ASOS plc is a British online fast-fashion and cosmetic retailer. The company was founded in 2000 in London, primarily aimed at young adults. The website sells over 850 brands as well as its own range of clothing and accessories, and ships to all 196 countries from fulfilment centres in the United Kingdom, the United States, and Europe.
Martin Lindstrom (Lindstrøm) is a Danish author and Time magazine Influential 100 Honoree. He has written eight books including Small Data: The Tiny Clues that Uncover Huge Trends, Buyology – Truth and Lies About Why We Buy, Brandwashed – Tricks Companies Use to Manipulate Our Minds and Persuade Us to Buy, his first title written for consumers, for which Lindstrom conducted a $3 million word-of-mouth marketing experiment, and 2021 released The Ministry of Common Sense. Brandwashed was inspired by the 2009 film, The Joneses – to study the effects of social influence on purchasing decisions.
Financial Times Business Book of the Year Award is an annual award given to the best business book of the year as determined by the Financial Times. It aims to find the book that has "the most compelling and enjoyable insight into modern business issues". The award was established in 2005 and is worth £30,000. Beginning in 2010, five short-listed authors each receive £10,000, previously it was £5,000.
Word-of-mouth marketing is the communication between consumers about a product, service, or company in which the sources are considered independent of direct commercial influence that has been actively influenced or encouraged as a marketing effort.
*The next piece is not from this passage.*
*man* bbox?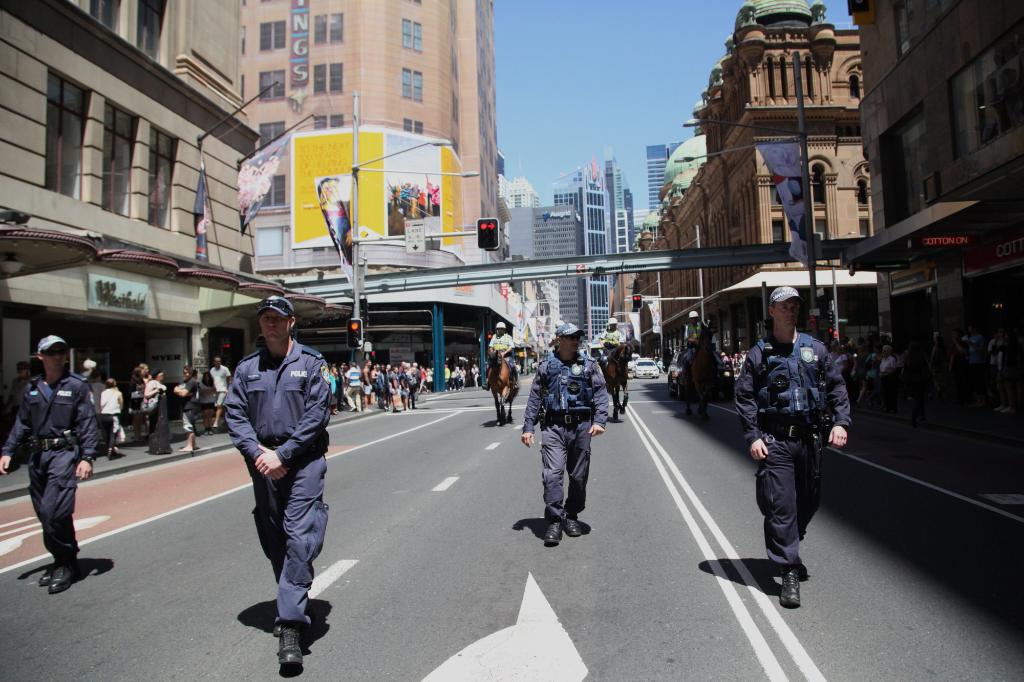
crop(681, 311, 717, 379)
While it is difficult to truly control word of mouth communication, there are three generic avenues to 'manage' word of mouth communication for the purpose of word-of-mouth marketing, including:
In response to shifts in consumer behavior and conditions brought on by postmodernism, many companies changed their marketing approach to address and create more nimble, immersive experience and customer engagements. It is stated that the traditional means of brand management has grown increasingly hard and complex within the postmodern marketplace. A brand in its modernist or traditional interpretation by marketing schools of thought and accredited, professional associations is defined as a, "name, term, design, symbol or any other feature that identifies one seller's good or services as distinct from those of other sellers. This definition, argued by Muzellec and McDonagh refers to the brand as a single reality or focus on only one-way addressable interaction partners that in many way are not current with customer communications.
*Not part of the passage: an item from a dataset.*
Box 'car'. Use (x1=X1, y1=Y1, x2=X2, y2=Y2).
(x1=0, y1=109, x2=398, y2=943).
John Emory Powers (1837–1919) was a highly influential American copywriter. The world's first full-time copywriter, he worked for the department stores Lord & Taylor and Wanamaker's before becoming a freelancer in 1886. Regarded as the father of modern creative advertising, he was inducted into the Advertising Hall of Fame in 1954.
Creative disruption was introduced in 1992 by TBWA's chairman Jean-Marie Dru. It refers to a radical change in a marketplace brought about by the overturning of existing conventions.
Jonah Sachs is an American storyteller, author, designer and entrepreneur. He is the author of Winning the Story Wars: Why Those Who Tell—and Live—the Best Stories Will Rule the Future (2012) and Unsafe Thinking: How to Be Nimble and Bold When You Need It Most. Sachs is the co-founder and former CEO of Free Range Studios, a brand-consulting agency for social brands and causes with campaigns based on storytelling.
Jonah Berger is a professor at the Wharton School of the University of Pennsylvania, an author, and a viral marketer. He has published over 50 articles in academic journals and has written for The New York Times, The Wall Street Journal, and Harvard Business Review. More than a million copies of his books Contagious: Why Things Catch On, Invisible Influence: The Hidden Forces that Shape Behavior, and The Catalyst: How to Change Anyone's Mind are in print in over 35 countries.